• [Required work]
Print, exactly and completely, the data that appears below.

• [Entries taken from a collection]
'''

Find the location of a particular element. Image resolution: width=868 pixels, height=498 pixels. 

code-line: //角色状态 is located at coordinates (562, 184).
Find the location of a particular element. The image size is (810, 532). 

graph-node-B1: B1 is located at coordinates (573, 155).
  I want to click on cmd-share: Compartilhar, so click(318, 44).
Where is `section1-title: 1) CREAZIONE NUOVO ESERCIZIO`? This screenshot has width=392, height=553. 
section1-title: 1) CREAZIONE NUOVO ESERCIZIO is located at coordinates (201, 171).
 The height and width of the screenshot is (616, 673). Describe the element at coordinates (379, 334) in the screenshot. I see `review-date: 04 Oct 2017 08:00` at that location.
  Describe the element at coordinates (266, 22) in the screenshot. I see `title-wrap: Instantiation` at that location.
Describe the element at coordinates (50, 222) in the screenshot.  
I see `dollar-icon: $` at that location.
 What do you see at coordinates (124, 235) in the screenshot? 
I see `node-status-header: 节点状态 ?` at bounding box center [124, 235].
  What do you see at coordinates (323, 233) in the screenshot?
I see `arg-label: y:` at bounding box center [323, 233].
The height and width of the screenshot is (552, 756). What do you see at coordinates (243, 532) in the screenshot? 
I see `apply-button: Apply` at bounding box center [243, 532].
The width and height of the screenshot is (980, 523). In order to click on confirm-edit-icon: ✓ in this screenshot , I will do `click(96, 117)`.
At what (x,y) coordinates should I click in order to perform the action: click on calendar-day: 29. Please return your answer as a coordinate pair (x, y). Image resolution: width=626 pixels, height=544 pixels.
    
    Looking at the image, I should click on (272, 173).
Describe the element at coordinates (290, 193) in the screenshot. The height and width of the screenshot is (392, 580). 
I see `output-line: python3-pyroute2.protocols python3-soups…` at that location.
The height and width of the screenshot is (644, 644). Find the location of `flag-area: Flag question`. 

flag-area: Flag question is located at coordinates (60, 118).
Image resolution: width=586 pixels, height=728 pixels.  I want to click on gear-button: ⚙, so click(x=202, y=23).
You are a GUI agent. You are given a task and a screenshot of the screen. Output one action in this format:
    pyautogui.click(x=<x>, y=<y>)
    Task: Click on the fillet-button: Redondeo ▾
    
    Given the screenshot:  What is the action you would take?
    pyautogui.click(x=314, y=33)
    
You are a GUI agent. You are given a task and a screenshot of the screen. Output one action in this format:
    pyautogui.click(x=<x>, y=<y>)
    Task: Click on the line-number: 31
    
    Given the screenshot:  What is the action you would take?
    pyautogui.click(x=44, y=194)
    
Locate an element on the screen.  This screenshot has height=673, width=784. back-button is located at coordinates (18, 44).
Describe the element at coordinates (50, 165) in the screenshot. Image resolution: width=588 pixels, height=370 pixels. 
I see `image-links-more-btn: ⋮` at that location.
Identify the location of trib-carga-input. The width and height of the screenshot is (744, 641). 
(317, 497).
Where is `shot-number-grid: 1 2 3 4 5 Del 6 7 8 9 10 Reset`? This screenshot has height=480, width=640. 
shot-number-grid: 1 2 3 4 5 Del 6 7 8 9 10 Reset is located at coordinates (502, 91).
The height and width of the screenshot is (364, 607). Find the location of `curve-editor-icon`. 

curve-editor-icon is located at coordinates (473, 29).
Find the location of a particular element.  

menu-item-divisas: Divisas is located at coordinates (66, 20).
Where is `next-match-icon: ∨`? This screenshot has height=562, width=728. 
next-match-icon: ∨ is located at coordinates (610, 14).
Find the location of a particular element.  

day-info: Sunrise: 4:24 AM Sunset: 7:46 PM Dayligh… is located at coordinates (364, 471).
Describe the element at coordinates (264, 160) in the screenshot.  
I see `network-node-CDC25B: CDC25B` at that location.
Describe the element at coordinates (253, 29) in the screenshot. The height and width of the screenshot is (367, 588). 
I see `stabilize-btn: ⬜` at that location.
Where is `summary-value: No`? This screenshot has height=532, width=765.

'''

• [The answer]
Find the location of a particular element. Image resolution: width=868 pixels, height=498 pixels. 

code-line: //角色状态 is located at coordinates (562, 184).
Find the location of a particular element. The image size is (810, 532). 

graph-node-B1: B1 is located at coordinates (573, 155).
  I want to click on cmd-share: Compartilhar, so click(318, 44).
Where is `section1-title: 1) CREAZIONE NUOVO ESERCIZIO`? This screenshot has width=392, height=553. 
section1-title: 1) CREAZIONE NUOVO ESERCIZIO is located at coordinates (201, 171).
 The height and width of the screenshot is (616, 673). Describe the element at coordinates (379, 334) in the screenshot. I see `review-date: 04 Oct 2017 08:00` at that location.
  Describe the element at coordinates (266, 22) in the screenshot. I see `title-wrap: Instantiation` at that location.
Describe the element at coordinates (50, 222) in the screenshot.  
I see `dollar-icon: $` at that location.
 What do you see at coordinates (124, 235) in the screenshot? 
I see `node-status-header: 节点状态 ?` at bounding box center [124, 235].
  What do you see at coordinates (323, 233) in the screenshot?
I see `arg-label: y:` at bounding box center [323, 233].
The height and width of the screenshot is (552, 756). What do you see at coordinates (243, 532) in the screenshot? 
I see `apply-button: Apply` at bounding box center [243, 532].
The width and height of the screenshot is (980, 523). In order to click on confirm-edit-icon: ✓ in this screenshot , I will do `click(96, 117)`.
At what (x,y) coordinates should I click in order to perform the action: click on calendar-day: 29. Please return your answer as a coordinate pair (x, y). Image resolution: width=626 pixels, height=544 pixels.
    
    Looking at the image, I should click on (272, 173).
Describe the element at coordinates (290, 193) in the screenshot. The height and width of the screenshot is (392, 580). 
I see `output-line: python3-pyroute2.protocols python3-soups…` at that location.
The height and width of the screenshot is (644, 644). Find the location of `flag-area: Flag question`. 

flag-area: Flag question is located at coordinates (60, 118).
Image resolution: width=586 pixels, height=728 pixels.  I want to click on gear-button: ⚙, so click(x=202, y=23).
You are a GUI agent. You are given a task and a screenshot of the screen. Output one action in this format:
    pyautogui.click(x=<x>, y=<y>)
    Task: Click on the fillet-button: Redondeo ▾
    
    Given the screenshot:  What is the action you would take?
    pyautogui.click(x=314, y=33)
    
You are a GUI agent. You are given a task and a screenshot of the screen. Output one action in this format:
    pyautogui.click(x=<x>, y=<y>)
    Task: Click on the line-number: 31
    
    Given the screenshot:  What is the action you would take?
    pyautogui.click(x=44, y=194)
    
Locate an element on the screen.  This screenshot has height=673, width=784. back-button is located at coordinates (18, 44).
Describe the element at coordinates (50, 165) in the screenshot. Image resolution: width=588 pixels, height=370 pixels. 
I see `image-links-more-btn: ⋮` at that location.
Identify the location of trib-carga-input. The width and height of the screenshot is (744, 641). 
(317, 497).
Where is `shot-number-grid: 1 2 3 4 5 Del 6 7 8 9 10 Reset`? This screenshot has height=480, width=640. 
shot-number-grid: 1 2 3 4 5 Del 6 7 8 9 10 Reset is located at coordinates (502, 91).
The height and width of the screenshot is (364, 607). Find the location of `curve-editor-icon`. 

curve-editor-icon is located at coordinates (473, 29).
Find the location of a particular element.  

menu-item-divisas: Divisas is located at coordinates (66, 20).
Where is `next-match-icon: ∨`? This screenshot has height=562, width=728. 
next-match-icon: ∨ is located at coordinates (610, 14).
Find the location of a particular element.  

day-info: Sunrise: 4:24 AM Sunset: 7:46 PM Dayligh… is located at coordinates (364, 471).
Describe the element at coordinates (264, 160) in the screenshot.  
I see `network-node-CDC25B: CDC25B` at that location.
Describe the element at coordinates (253, 29) in the screenshot. The height and width of the screenshot is (367, 588). 
I see `stabilize-btn: ⬜` at that location.
Where is `summary-value: No`? This screenshot has height=532, width=765.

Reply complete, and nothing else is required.